Around the turn of the 20th century, roughly 1890 to 1930, a mania for bungalows obsessed Californians. And for good reason. The predominantly small bungalow, some costing as little as $900, offered the middle class a home designed around both simplicity and artistry. Even better for Californians, a bungalow provided a way to live close to nature. As Paul Duchscherer, a San Francisco designer who has written and lectured extensively on bungalows, puts it, “Connecting the architecture to the garden was part of the bungalow sales pitch.”

Over four decades, the styles of locally built bungalows varied dramatically from Mission Revival to English Tudor.
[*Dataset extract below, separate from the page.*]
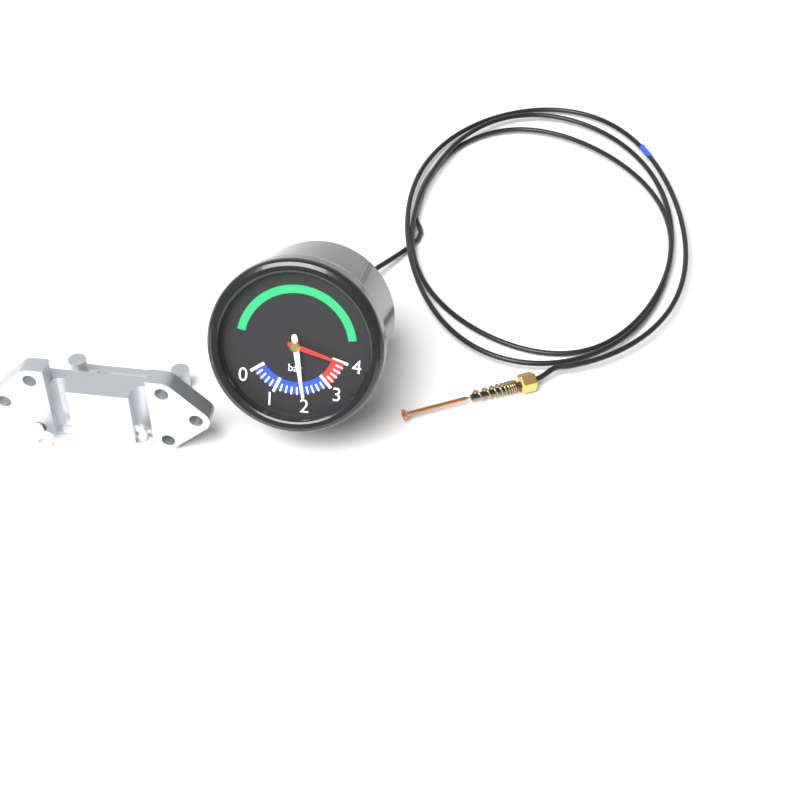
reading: 2.0 bar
But the two styles most closely identified with the term bungalow in the Bay Area are the shingled Craftsman bungalow and the stucco California bungalow.
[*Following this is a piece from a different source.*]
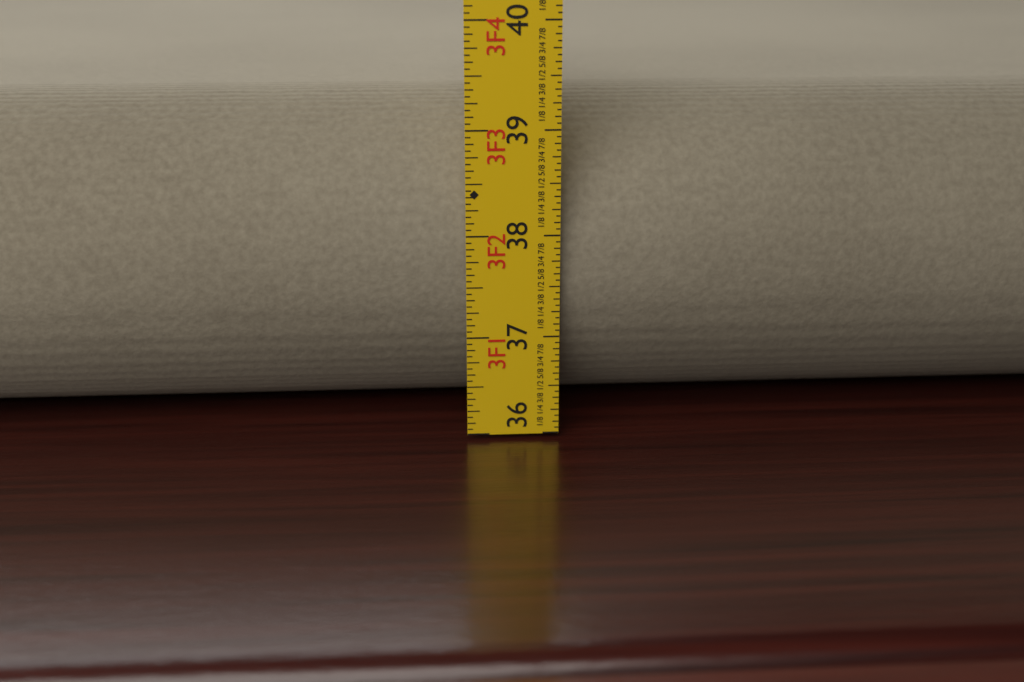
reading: 39.2500 in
Working with landscape designer Irving Tamura, Duchscherer created a harmonious blend of plants and landscaping features. On either end of the front garden, the tall trees anchor woodland garden rooms filled with pink and purple rhododendrons, ferns and a baby tear ground cover. These garden rooms lead into gardens filled with Mediterranean and native plants such as California poppies, willowy grasses, Pacific Coast iris, and New Zealand flax with Scotch moss used as a ground cover. In the middle of these four gardens, leading to the front porch, is the cottage garden using colors dear to Jekyll’s style, with pink Sweet William, gray lamb’s ear, white foxgloves, pink roses and blue lobelia with star creeper as a ground cover.